"Yes--I was," Erna replied, softly.

"There comes your betrothed!" exclaimed Molly, joining Erna at the window. "How odd he looks! The water is actually pouring from his waterproof; he has ridden over from Oberstein in this storm. I think he would really go through fire and water for one hour with you. But marriage puts an end to all that, my child; trust the experience of a wife of four months. My lord and master sits calmly with his manuscript in Heilborn and waits until the weather is clear enough to come to me. Your romantic Ernst appears, indeed, to be made of different stuff. But what is the matter with him? For three days he has been glooming about like a thunder-cloud, never taking his eyes off you when you are in the room. It is positively terrible to see you together. Nothing will persuade me that there has not something occurred between you. Do be frank with me, Erna; open your heart to me. I am as silent as the grave."

She clasped her hands upon her breast in asseveration of her trustworthiness, but Erna, instead of throwing herself into her arms and confessing, returned the greeting of her betrothed as he alighted from his horse, and then said, evasively, "You are quite mistaken, Molly; nothing has happened,--nothing at all."

Frau Gersdorf turned away provoked: no one seemed in the least need of a guardian angel; these people had a very stupid way of managing their affairs themselves. The little lady could not understand it, and she rustled out of the room decidedly out of humour.

Scarcely was she gone when Waltenberg entered. He had laid aside his hat and cloak, but nevertheless his dress showed traces of the storm, against which no cloak was a protection. He greeted his betrothed with his usual chivalric courtesy, but there was something chilling in his air which was strangely contradicted by the glow in his dark eyes. Molly was right: he was indeed like some thunder-cloud, whose depths threaten ominously.

Erna went to meet him in evident embarrassment; she had learned to dread this icy calm.

"Well, how is all going on outside?" she said. "You come directly from Oberstein?"

"Yes, but I had to take a roundabout way, for the mountain-road is under water. Oberstein itself looks tolerably secure, but the villagers have entirely lost their heads, and are running about bewailing themselves incessantly. Dr. Reinsfeld is doing all that he can to bring them to reason, and Gronau is giving him all possible support, but the people are behaving like lunatics because they think their paltry belongings are in peril.

"Those paltry belongings, however, are all that they have in the world," the girl interposed. "Their own lives and those of their families depend upon them."

Ernst shrugged his shoulders indifferently: "I suppose so; but what is that in comparison with the tremendous loss sustained by the railway? As I entered the house just now tidings of fresh disasters were brought to the president. Nothing but ill news from all quarters. Everything seems to be imperilled."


From the line containing "Output each element" down to the last line of the records below, give every line again without any change.

DATASET ENTRIES:
————————

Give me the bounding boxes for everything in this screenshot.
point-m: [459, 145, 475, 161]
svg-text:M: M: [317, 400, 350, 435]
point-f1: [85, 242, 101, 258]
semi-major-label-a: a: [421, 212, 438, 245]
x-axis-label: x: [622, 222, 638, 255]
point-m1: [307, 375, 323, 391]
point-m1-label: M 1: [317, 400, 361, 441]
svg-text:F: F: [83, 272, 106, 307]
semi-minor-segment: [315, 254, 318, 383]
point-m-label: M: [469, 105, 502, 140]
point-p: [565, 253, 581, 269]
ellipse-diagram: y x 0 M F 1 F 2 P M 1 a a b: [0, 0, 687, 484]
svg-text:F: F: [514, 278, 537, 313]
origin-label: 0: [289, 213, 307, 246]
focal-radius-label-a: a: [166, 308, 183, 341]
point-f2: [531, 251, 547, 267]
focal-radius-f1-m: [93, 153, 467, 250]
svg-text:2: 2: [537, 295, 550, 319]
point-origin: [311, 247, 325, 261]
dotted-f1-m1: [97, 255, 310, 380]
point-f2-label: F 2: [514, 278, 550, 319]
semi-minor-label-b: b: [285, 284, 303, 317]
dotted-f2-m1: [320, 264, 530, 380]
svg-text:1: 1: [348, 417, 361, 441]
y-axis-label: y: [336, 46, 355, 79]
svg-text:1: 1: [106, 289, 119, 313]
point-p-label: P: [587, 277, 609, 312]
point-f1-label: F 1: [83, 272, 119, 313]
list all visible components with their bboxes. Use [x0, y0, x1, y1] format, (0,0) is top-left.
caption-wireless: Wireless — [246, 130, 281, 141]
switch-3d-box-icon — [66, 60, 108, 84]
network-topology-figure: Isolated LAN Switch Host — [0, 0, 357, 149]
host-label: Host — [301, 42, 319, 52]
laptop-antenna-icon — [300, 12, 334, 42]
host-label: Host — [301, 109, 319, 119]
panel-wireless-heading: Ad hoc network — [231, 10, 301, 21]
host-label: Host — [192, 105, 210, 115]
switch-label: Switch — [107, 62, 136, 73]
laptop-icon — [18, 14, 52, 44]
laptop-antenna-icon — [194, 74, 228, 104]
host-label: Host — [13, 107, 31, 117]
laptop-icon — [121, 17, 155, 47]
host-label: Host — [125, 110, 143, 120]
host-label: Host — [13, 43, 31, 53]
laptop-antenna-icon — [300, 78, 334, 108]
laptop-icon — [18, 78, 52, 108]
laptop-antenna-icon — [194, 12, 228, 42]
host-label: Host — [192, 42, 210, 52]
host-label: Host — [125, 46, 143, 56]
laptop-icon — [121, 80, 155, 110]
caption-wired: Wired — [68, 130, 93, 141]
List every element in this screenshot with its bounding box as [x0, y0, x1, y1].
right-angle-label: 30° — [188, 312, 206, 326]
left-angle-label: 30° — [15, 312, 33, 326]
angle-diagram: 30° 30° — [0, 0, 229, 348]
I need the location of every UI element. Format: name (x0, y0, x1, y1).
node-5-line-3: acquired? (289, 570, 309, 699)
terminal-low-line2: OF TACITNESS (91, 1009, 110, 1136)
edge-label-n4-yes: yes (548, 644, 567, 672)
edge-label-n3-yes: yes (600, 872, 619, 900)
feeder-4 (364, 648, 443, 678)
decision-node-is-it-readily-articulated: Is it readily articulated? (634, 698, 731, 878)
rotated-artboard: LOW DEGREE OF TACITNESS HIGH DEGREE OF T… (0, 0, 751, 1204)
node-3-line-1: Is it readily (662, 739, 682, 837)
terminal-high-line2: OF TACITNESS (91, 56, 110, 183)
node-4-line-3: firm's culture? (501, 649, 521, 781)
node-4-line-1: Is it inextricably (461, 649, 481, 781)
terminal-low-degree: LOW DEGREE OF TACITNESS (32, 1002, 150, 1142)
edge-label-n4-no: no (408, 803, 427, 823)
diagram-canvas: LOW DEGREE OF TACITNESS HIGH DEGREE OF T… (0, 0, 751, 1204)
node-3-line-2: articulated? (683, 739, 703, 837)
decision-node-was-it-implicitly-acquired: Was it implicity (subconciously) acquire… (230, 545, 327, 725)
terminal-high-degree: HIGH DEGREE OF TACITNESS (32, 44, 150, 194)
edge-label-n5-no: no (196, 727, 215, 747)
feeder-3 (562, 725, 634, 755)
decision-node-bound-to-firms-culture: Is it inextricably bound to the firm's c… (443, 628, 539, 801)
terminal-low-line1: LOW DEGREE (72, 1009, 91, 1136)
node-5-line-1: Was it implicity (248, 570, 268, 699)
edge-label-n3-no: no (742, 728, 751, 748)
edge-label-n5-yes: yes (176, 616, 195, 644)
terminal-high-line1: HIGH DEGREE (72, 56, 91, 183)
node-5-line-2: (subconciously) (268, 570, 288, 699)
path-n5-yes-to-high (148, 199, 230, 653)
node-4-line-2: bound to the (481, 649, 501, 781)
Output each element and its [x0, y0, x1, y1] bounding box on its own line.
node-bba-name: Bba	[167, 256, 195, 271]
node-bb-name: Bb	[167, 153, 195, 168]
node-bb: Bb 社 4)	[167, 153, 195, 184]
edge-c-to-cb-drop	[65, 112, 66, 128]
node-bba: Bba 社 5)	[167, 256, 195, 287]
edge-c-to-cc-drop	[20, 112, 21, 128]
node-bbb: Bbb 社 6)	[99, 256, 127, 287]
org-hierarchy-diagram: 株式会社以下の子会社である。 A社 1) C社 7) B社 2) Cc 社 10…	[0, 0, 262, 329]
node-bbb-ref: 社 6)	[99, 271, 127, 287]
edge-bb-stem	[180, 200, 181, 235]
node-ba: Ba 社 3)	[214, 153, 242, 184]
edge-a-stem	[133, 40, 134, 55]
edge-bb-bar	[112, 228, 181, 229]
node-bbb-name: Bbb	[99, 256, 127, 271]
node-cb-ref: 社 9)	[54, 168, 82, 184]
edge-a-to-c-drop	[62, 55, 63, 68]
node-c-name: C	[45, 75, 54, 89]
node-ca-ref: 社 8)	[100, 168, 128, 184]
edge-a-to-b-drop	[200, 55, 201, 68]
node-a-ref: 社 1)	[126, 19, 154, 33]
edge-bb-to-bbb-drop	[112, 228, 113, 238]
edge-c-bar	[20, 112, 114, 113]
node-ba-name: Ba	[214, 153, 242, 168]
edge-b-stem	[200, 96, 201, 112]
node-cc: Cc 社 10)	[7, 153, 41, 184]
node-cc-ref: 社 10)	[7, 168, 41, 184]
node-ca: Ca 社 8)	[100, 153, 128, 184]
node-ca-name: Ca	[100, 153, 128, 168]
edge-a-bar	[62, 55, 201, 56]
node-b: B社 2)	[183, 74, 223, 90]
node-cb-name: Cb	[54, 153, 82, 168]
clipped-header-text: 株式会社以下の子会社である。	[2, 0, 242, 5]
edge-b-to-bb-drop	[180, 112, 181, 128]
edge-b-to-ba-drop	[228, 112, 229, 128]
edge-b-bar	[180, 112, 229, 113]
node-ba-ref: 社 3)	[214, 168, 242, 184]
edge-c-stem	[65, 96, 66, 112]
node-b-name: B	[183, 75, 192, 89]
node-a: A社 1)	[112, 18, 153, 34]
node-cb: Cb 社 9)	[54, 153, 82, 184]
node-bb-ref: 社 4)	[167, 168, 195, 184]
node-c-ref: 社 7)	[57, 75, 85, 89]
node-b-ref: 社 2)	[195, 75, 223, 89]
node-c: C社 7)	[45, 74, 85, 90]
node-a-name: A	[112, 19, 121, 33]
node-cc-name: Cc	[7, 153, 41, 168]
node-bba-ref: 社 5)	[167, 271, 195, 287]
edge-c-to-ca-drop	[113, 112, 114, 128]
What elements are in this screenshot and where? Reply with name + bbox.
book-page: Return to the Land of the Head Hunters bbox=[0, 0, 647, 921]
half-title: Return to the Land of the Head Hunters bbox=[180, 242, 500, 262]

————————

COMPLETED EXERCISE:
Output each element and its [x0, y0, x1, y1] bounding box on its own line.
node-bba-name: Bba	[167, 256, 195, 271]
node-bb-name: Bb	[167, 153, 195, 168]
node-bb: Bb 社 4)	[167, 153, 195, 184]
edge-c-to-cb-drop	[65, 112, 66, 128]
node-bba: Bba 社 5)	[167, 256, 195, 287]
edge-c-to-cc-drop	[20, 112, 21, 128]
node-bbb: Bbb 社 6)	[99, 256, 127, 287]
org-hierarchy-diagram: 株式会社以下の子会社である。 A社 1) C社 7) B社 2) Cc 社 10…	[0, 0, 262, 329]
node-bbb-ref: 社 6)	[99, 271, 127, 287]
edge-bb-stem	[180, 200, 181, 235]
node-ba: Ba 社 3)	[214, 153, 242, 184]
edge-a-stem	[133, 40, 134, 55]
edge-bb-bar	[112, 228, 181, 229]
node-bbb-name: Bbb	[99, 256, 127, 271]
node-cb-ref: 社 9)	[54, 168, 82, 184]
edge-a-to-c-drop	[62, 55, 63, 68]
node-c-name: C	[45, 75, 54, 89]
node-ca-ref: 社 8)	[100, 168, 128, 184]
edge-a-to-b-drop	[200, 55, 201, 68]
node-a-ref: 社 1)	[126, 19, 154, 33]
edge-bb-to-bbb-drop	[112, 228, 113, 238]
edge-c-bar	[20, 112, 114, 113]
node-ba-name: Ba	[214, 153, 242, 168]
edge-b-stem	[200, 96, 201, 112]
node-cc: Cc 社 10)	[7, 153, 41, 184]
node-cc-ref: 社 10)	[7, 168, 41, 184]
node-ca: Ca 社 8)	[100, 153, 128, 184]
node-ca-name: Ca	[100, 153, 128, 168]
edge-a-bar	[62, 55, 201, 56]
node-b: B社 2)	[183, 74, 223, 90]
node-cb-name: Cb	[54, 153, 82, 168]
clipped-header-text: 株式会社以下の子会社である。	[2, 0, 242, 5]
edge-b-to-bb-drop	[180, 112, 181, 128]
edge-b-to-ba-drop	[228, 112, 229, 128]
edge-b-bar	[180, 112, 229, 113]
node-ba-ref: 社 3)	[214, 168, 242, 184]
edge-c-stem	[65, 96, 66, 112]
node-b-name: B	[183, 75, 192, 89]
node-a: A社 1)	[112, 18, 153, 34]
node-cb: Cb 社 9)	[54, 153, 82, 184]
node-bb-ref: 社 4)	[167, 168, 195, 184]
node-c-ref: 社 7)	[57, 75, 85, 89]
node-b-ref: 社 2)	[195, 75, 223, 89]
node-c: C社 7)	[45, 74, 85, 90]
node-a-name: A	[112, 19, 121, 33]
node-cc-name: Cc	[7, 153, 41, 168]
node-bba-ref: 社 5)	[167, 271, 195, 287]
edge-c-to-ca-drop	[113, 112, 114, 128]
What elements are in this screenshot and where? Reply with name + bbox.
book-page: Return to the Land of the Head Hunters bbox=[0, 0, 647, 921]
half-title: Return to the Land of the Head Hunters bbox=[180, 242, 500, 262]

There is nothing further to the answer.